What are today's forex rates for EUR/USD, GBP/USD, and USD/JPY?

As of this hour, EUR/USD is at 1.1526, GBP/USD at 1.3337, and USD/JPY at 160.14. The commodity bloc is under severe pressure, with AUD/USD down 1.2% to 0.7047 and NZD/USD slipping to 0.5799. These are live reference rates from the desk.

Why did AUD/USD and NZD/USD fall over 1% today?

The commodity FX bloc is hemorrhaging due to a targeted unwind of the commodity beta trade, driven by China demand fears and a sharp drop in base metals overnight. The average decline in AUD/USD and NZD/USD is 1.23%, nearly four times the loss in the yen bloc. These moves reflect a specific shock, not a broad risk-off rotation.

Is USD/JPY a buy at 160? What are the key levels?

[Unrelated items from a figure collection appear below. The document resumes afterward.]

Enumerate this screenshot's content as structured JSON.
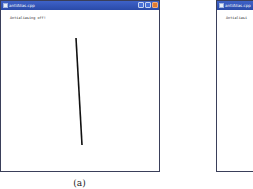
{
  "figure": {
    "caption": "(a)"
  },
  "windows": [
    {
      "title": "antiAlias.cpp",
      "content_text": "Antialiasing off!",
      "line": {
        "x1": 76,
        "y1": 38,
        "x2": 82,
        "y2": 145,
        "color": "#111111"
      },
      "controls": [
        "minimize",
        "maximize",
        "close"
      ]
    },
    {
      "title": "antiAlias.cpp",
      "content_text": "Antialiasi"
    }
  ]
}
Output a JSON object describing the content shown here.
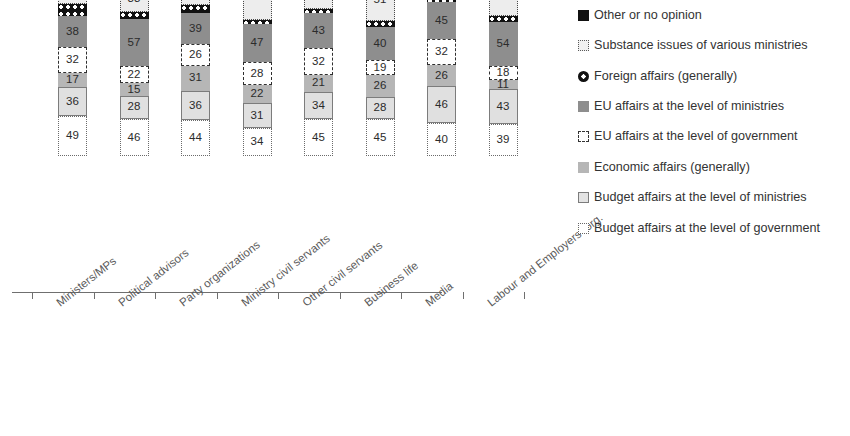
{
  "chart_data": {
    "type": "bar",
    "subtype": "stacked-column",
    "title": "",
    "subtitle": "",
    "xlabel": "",
    "ylabel": "",
    "grid": false,
    "legend_position": "right",
    "stacked_order_bottom_to_top": [
      "Budget affairs at the level of government",
      "Budget affairs at the level of ministries",
      "Economic affairs  (generally)",
      "EU affairs at the level of government",
      "EU affairs at the level of ministries",
      "Foreign affairs (generally)",
      "Substance issues of various ministries",
      "Other or no opinion"
    ],
    "categories": [
      "Ministers/MPs",
      "Political advisors",
      "Party organizations",
      "Ministry civil servants",
      "Other civil servants",
      "Business life",
      "Media",
      "Labour and Employers´ org."
    ],
    "series": [
      {
        "name": "Budget affairs at the level of government",
        "key": "budggov",
        "values": [
          49,
          46,
          44,
          34,
          45,
          45,
          40,
          39
        ]
      },
      {
        "name": "Budget affairs at the level of ministries",
        "key": "budgmin",
        "values": [
          36,
          28,
          36,
          31,
          34,
          28,
          46,
          43
        ]
      },
      {
        "name": "Economic affairs  (generally)",
        "key": "econ",
        "values": [
          17,
          15,
          31,
          22,
          21,
          26,
          26,
          11
        ]
      },
      {
        "name": "EU affairs at the level of government",
        "key": "eugov",
        "values": [
          32,
          22,
          26,
          28,
          32,
          19,
          32,
          18
        ]
      },
      {
        "name": "EU affairs at the level of ministries",
        "key": "eumin",
        "values": [
          38,
          57,
          39,
          47,
          43,
          40,
          45,
          54
        ]
      },
      {
        "name": "Foreign affairs (generally)",
        "key": "foreign",
        "values": [
          14,
          9,
          9,
          5,
          6,
          8,
          5,
          7
        ],
        "labels_shown": false
      },
      {
        "name": "Substance issues of various ministries",
        "key": "substance",
        "values": [
          32,
          33,
          36,
          58,
          49,
          51,
          51,
          54
        ]
      },
      {
        "name": "Other or no opinion",
        "key": "other",
        "values": [
          0,
          4,
          0,
          0,
          3,
          3,
          0,
          4
        ],
        "labels_shown": false
      }
    ]
  },
  "legend": {
    "items": [
      {
        "label": "Other or no opinion",
        "key": "other"
      },
      {
        "label": "Substance issues of various ministries",
        "key": "substance"
      },
      {
        "label": "Foreign affairs (generally)",
        "key": "foreign"
      },
      {
        "label": "EU affairs at the level of ministries",
        "key": "eumin"
      },
      {
        "label": "EU affairs at the level of government",
        "key": "eugov"
      },
      {
        "label": "Economic affairs  (generally)",
        "key": "econ"
      },
      {
        "label": "Budget affairs at the level of ministries",
        "key": "budgmin"
      },
      {
        "label": "Budget affairs at the level of government",
        "key": "budggov"
      }
    ]
  },
  "colors": {
    "other": "#111111",
    "substance": "#ededed",
    "foreign": "#111111",
    "eumin": "#8e8e8e",
    "eugov": "#ffffff",
    "econ": "#b6b6b6",
    "budgmin": "#e0e0e0",
    "budggov": "#ffffff",
    "axis": "#6f6f6f",
    "text": "#3a3a3a"
  }
}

This is for informational purposes only and not investment advice. USD/JPY is at 160.14, with the 160.00 level being defended, likely by intervention fears. The pair’s divergence from commodity FX weakness signals continued yen selling pressure, but traders should watch for a break above 160.20 to confirm bullish momentum.

Forex forecast: Will EUR/USD continue to decline?

EUR/USD fell 0.72% today but showed a contained move despite high volatility, supported by separate hawkish repricing from the ECB. The dollar bloc is absorbing the commodity shock rather than amplifying it, which suggests the pair may stay range-bound near 1.1500–1.1550 for now.